**Work to be completed**. From the line containing "The image size is (1327, 746)." down to the final entry below, restate each line word for word.

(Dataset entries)
* * *

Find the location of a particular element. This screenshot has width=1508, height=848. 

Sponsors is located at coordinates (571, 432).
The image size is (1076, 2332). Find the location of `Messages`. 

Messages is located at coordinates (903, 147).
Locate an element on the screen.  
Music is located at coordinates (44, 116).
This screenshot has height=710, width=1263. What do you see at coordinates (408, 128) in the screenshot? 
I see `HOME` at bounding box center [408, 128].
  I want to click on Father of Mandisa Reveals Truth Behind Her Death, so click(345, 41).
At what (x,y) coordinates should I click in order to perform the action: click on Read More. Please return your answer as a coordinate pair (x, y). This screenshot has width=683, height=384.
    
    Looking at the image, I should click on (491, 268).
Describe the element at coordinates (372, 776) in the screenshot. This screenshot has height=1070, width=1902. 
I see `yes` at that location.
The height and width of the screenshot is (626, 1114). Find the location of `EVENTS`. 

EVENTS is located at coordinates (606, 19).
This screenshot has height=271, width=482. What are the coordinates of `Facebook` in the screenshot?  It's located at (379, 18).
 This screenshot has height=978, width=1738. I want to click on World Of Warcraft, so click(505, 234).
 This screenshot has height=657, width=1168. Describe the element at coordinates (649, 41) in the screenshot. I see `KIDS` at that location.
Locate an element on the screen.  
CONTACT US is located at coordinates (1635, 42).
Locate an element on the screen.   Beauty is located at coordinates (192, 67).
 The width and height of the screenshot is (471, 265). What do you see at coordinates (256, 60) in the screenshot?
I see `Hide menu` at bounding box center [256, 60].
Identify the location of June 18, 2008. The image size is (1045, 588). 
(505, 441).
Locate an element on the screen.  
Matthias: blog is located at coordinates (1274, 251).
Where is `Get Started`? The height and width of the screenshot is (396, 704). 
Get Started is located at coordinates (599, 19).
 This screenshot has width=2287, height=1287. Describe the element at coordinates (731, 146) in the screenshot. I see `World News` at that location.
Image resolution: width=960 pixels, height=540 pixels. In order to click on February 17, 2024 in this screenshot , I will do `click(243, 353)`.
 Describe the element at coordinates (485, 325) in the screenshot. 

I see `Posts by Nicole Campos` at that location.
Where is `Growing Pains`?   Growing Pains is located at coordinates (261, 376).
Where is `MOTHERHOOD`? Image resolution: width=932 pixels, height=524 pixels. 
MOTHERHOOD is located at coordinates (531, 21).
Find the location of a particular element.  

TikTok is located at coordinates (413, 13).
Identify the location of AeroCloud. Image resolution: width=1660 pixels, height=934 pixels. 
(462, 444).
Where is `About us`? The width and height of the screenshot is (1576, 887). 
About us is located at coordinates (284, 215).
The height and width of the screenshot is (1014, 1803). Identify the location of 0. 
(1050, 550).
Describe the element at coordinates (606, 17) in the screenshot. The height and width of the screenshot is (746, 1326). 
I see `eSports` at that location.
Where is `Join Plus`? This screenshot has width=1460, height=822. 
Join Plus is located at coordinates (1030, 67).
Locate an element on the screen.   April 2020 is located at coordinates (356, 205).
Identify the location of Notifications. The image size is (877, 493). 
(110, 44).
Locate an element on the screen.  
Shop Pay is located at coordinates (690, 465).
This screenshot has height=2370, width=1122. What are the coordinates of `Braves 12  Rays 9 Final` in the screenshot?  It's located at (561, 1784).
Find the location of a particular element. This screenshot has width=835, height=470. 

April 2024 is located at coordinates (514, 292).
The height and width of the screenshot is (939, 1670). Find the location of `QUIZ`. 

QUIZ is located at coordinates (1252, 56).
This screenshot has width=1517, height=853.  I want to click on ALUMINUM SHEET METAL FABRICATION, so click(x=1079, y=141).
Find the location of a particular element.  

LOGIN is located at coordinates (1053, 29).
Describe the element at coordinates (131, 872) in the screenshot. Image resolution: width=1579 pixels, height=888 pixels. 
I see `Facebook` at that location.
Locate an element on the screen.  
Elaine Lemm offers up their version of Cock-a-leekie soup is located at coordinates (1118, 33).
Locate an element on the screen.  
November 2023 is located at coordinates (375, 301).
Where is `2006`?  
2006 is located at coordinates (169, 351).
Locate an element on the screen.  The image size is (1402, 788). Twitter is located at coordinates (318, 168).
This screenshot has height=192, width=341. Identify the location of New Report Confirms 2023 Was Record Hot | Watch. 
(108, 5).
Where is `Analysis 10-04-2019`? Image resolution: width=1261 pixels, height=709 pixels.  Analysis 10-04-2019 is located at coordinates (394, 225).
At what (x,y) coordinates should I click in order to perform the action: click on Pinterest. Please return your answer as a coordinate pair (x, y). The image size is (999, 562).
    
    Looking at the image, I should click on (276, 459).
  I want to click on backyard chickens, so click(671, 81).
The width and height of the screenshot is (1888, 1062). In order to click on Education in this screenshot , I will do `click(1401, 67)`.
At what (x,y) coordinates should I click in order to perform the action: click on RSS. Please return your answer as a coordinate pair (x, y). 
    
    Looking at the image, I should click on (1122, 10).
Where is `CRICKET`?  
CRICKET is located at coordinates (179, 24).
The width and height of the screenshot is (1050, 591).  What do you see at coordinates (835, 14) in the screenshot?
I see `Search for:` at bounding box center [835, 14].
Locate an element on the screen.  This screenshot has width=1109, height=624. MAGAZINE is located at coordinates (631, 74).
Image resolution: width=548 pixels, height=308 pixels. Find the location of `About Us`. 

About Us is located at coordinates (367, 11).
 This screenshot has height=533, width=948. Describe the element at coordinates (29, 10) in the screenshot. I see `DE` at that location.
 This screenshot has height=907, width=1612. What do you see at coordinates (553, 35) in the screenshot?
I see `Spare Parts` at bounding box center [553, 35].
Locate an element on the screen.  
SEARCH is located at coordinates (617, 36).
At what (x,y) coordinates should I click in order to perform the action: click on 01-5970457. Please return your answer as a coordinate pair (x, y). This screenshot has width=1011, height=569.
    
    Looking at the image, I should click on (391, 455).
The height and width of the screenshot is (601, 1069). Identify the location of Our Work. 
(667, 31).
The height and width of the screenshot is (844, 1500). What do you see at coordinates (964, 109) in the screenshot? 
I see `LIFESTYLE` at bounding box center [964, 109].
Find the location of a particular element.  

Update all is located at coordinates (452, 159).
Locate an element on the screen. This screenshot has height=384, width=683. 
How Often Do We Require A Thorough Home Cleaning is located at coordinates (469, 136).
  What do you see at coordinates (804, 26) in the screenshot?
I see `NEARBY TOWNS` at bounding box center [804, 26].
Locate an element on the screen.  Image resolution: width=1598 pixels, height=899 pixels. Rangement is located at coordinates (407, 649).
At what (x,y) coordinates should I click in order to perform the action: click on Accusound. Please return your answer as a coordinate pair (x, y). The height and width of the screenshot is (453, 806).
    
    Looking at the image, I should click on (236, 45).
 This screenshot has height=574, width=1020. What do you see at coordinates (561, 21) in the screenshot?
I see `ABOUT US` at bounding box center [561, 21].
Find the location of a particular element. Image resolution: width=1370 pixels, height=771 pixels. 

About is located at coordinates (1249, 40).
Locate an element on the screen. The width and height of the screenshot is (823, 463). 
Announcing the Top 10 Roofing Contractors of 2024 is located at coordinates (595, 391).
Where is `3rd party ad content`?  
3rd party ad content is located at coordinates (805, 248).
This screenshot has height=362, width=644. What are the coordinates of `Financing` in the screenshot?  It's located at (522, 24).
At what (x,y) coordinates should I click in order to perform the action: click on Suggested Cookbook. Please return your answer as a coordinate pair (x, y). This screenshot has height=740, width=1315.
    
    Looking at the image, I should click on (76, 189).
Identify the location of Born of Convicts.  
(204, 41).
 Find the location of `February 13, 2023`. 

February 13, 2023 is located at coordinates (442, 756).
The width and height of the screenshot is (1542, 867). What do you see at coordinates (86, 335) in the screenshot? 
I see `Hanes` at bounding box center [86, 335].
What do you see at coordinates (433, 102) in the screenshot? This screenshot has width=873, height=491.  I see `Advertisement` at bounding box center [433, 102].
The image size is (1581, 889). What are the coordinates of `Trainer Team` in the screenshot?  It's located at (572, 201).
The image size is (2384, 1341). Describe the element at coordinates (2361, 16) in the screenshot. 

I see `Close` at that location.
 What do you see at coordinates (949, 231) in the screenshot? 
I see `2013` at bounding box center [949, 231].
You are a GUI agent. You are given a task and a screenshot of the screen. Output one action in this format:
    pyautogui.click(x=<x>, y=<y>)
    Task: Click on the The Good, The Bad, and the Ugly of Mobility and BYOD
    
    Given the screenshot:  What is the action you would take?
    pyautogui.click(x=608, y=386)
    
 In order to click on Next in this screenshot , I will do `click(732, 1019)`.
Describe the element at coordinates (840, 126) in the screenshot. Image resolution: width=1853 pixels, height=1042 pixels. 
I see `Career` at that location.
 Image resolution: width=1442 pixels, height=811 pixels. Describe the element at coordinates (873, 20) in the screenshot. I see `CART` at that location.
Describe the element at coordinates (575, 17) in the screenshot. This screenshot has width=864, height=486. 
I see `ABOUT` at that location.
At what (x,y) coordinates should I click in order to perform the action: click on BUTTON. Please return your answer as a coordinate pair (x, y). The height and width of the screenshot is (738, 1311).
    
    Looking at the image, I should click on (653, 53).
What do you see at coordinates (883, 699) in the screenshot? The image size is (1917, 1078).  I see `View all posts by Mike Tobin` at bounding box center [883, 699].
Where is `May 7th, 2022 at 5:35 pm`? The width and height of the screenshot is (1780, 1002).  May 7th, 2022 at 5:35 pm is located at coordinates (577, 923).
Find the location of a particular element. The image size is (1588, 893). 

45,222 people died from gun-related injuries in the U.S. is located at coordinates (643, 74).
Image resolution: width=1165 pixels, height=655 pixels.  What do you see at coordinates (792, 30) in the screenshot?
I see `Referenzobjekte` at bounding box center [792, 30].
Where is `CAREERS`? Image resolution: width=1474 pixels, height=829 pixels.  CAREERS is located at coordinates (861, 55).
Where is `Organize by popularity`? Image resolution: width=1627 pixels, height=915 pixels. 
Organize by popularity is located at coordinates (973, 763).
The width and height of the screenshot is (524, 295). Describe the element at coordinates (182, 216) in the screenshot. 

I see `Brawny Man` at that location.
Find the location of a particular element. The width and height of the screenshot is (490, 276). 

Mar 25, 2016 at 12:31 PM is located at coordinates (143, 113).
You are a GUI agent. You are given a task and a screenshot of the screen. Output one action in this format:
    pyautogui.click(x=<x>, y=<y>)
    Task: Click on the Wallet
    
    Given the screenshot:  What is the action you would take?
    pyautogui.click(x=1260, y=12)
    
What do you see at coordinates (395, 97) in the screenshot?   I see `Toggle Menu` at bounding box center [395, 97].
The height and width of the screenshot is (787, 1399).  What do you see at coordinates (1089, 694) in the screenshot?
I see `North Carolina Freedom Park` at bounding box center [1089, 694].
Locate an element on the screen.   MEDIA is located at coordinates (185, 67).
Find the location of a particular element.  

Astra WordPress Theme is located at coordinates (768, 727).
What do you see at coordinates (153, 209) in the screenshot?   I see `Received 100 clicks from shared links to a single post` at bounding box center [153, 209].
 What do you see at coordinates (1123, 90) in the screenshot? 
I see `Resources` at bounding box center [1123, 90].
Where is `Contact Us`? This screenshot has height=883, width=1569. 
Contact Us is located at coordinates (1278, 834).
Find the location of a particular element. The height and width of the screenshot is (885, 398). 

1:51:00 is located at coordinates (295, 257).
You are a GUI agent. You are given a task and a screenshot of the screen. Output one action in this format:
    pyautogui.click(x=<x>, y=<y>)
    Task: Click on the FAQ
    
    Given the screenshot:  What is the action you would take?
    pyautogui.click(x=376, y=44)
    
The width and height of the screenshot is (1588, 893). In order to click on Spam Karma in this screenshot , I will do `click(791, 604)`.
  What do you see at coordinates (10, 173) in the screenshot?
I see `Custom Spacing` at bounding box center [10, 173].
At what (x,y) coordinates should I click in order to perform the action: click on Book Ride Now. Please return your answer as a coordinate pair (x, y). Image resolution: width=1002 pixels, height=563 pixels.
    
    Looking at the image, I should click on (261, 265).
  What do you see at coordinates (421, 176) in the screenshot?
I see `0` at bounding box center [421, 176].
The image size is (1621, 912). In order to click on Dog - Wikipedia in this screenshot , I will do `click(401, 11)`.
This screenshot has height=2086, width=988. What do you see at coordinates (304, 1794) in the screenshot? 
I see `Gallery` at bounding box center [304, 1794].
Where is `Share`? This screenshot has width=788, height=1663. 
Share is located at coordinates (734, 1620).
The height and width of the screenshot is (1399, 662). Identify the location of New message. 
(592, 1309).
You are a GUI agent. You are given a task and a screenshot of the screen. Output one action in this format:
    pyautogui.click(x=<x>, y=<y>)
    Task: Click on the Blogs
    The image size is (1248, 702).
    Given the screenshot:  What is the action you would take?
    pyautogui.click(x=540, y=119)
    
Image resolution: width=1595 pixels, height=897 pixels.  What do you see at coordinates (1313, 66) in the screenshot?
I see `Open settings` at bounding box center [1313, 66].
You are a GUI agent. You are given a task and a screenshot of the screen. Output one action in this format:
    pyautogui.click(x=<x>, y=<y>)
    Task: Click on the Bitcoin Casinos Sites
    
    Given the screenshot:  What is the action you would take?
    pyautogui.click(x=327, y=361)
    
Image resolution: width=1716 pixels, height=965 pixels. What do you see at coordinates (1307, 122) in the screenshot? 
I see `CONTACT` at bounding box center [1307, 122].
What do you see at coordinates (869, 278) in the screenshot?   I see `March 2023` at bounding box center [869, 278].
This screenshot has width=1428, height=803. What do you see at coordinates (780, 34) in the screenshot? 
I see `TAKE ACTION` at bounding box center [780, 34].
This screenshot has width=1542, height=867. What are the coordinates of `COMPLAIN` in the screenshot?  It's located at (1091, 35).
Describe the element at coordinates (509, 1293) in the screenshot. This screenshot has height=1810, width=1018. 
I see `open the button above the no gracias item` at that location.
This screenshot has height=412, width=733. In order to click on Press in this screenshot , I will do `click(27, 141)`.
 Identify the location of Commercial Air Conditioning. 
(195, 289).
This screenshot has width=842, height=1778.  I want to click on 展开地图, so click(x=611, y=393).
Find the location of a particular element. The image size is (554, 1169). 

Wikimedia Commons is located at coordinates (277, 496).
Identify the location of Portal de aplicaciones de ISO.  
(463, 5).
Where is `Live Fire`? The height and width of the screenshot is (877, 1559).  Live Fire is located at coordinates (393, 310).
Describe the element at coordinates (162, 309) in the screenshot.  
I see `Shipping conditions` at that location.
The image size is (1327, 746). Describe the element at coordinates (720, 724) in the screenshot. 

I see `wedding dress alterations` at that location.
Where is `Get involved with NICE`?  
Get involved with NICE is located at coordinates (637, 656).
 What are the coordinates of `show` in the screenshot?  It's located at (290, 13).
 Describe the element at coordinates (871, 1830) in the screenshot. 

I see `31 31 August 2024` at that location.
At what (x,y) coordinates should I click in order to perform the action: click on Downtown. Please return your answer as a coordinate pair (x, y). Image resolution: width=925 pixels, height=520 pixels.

* * *

**Reply**.
The image size is (1327, 746). Describe the element at coordinates (720, 724) in the screenshot. 

I see `wedding dress alterations` at that location.
Where is `Get involved with NICE`?  
Get involved with NICE is located at coordinates (637, 656).
 What are the coordinates of `show` in the screenshot?  It's located at (290, 13).
 Describe the element at coordinates (871, 1830) in the screenshot. 

I see `31 31 August 2024` at that location.
At what (x,y) coordinates should I click in order to perform the action: click on Downtown. Please return your answer as a coordinate pair (x, y). Image resolution: width=925 pixels, height=520 pixels.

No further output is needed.